With A Ready, Unsuspecting Smile
To my family in New England, New York City is the very antithesis of civilization. My living there is a fact that never ceases to amaze them, for they imagine me each day struggling through a jungle of traffic and garbage, threatened at every corner by speeding taxis and pickpockets, not to mention potential killers.
On their rare forays into the city I have tried to show them that a normal life is quite possible here. I take them to my usual shops, introduce them to my neighbors, point out the nice views down Fifth Avenue to the World Trade Center or up to the Empire State Building. But they only notice the extra locks on the doors; they cringe in the taxis; and when I take them up to Penn Station for the train back to Boston, they are enormously relieved.
However, my brother's adventure may finally have changed their views.
On a warm, damp night last August my parents, my other brothers and I (up from the city for the weekend) all waited in the Boston station with Ben, who was heading back to Santa Cruz, California, his home for the past year. Because of complicated travel arrangements, he had decided to take the late train, arriving in New York at 3 a.m., spend the early hours with a friend, and then proceed out to the airport for a noon flight.
I was actually the one who gave the first warnings about New York. Ben was carrying a large backpack; he wore shorts and sneakers; and I could see him, with his ready, unsuspecting smile, as the target for all sorts of unpleasantness. Besides, having always avoided cities, he was not exactly what you would call "streetwise."
"Take a taxi straight to conrad's apartment. Don't take the subway," I advised him, fearing he would otherwise stick to his usual principles of frugality and public transportation.
"Don't leave your pack anywhere," cautioned my father.
"Count your change. Don't let the cabdriver cheat you. And be sure you have Conrad's address ready so he doesn't take you all over the place," my mother added.
"OK, OK. I've got it here. I'll be fine." Ben patted his shirt pocket and checked his watch.
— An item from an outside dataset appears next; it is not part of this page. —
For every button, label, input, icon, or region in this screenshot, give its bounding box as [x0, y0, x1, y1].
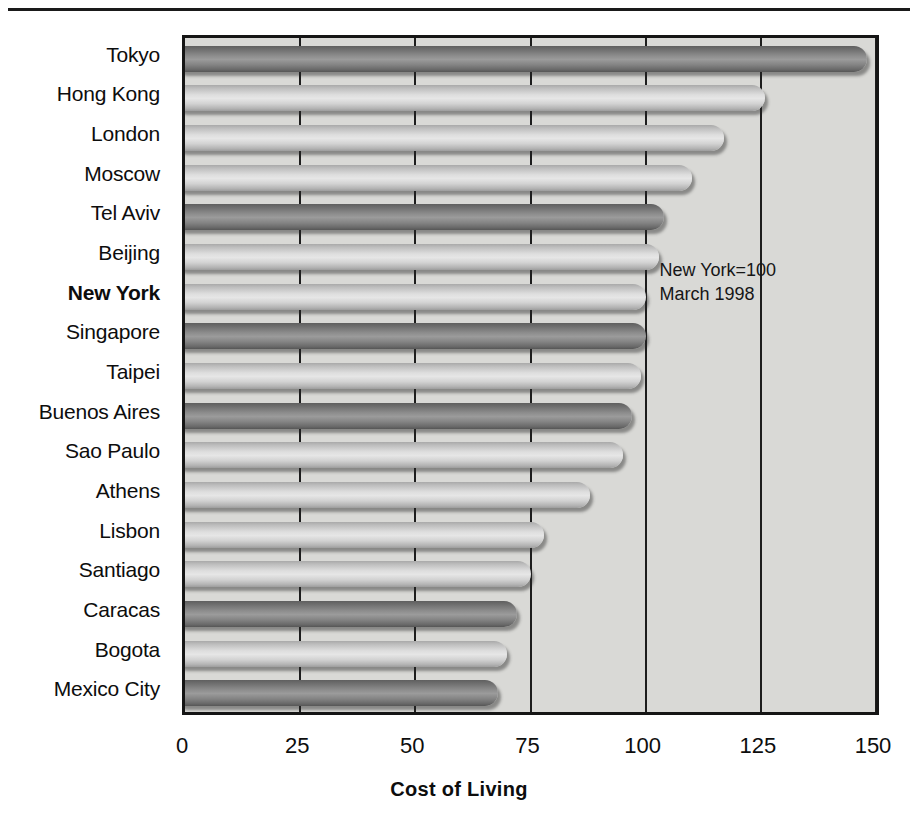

When the train's departure was announced, he made the last rounds of farewells, hugs, and kisses; and then he stepped up past the conductor and was gone.
We heard from him sooner than we expected.
AT 8 o'clock the next morning he telephoned.
"Can someone go up to my room and look on my bureau or on the floor for a little piece of yellow paper that has Conrad's address on it. It must have fallen out of my pocket."
"But where are you?" my mother exclaimed.
"Oh, the taxi driver took me home with him."
"Hism home?!?"
We all gathered around our end of the telephone, not quite believing.
"Well, I discovered I had lost the address, and I couldn't remember whether it was Fifth Street or Fifth Avenue. We cruised around for a while, but nothing looked like what Conrad had described and it was getting pretty late, so the driver offered to take me home. He's a nice guy. He's got a wife and two kids. His brother lives in Santa Cruz and he used to work in a boatyard, which is how we got talking." (Ben's work and chief passion is boat building.)
"But where does he live?"
"I don't know," he admitted. There was a consultation at the other end and then his voice returned. "Queens. Wherever that is. I've got to go now. He's giving me a ride back in to the city."
Goodbyes were said again and more exclamations delivered from our end.
"Wait!" shouted my brother Ned from the stairs. "I've found the piece of paper."
"Oh, yeah, the address," Ben said.
We all laughed and groaned.
"It's a good thing you're on your way to California," my father said. "Out there you can be absent-minded and no one will notice."
I did not bother to point out to him the prejudice of this statement. I was too grateful to some anonymous taxi driver (for of course we had forgotten to ask his name), who had proven that civility, generosity even, does exist in New York.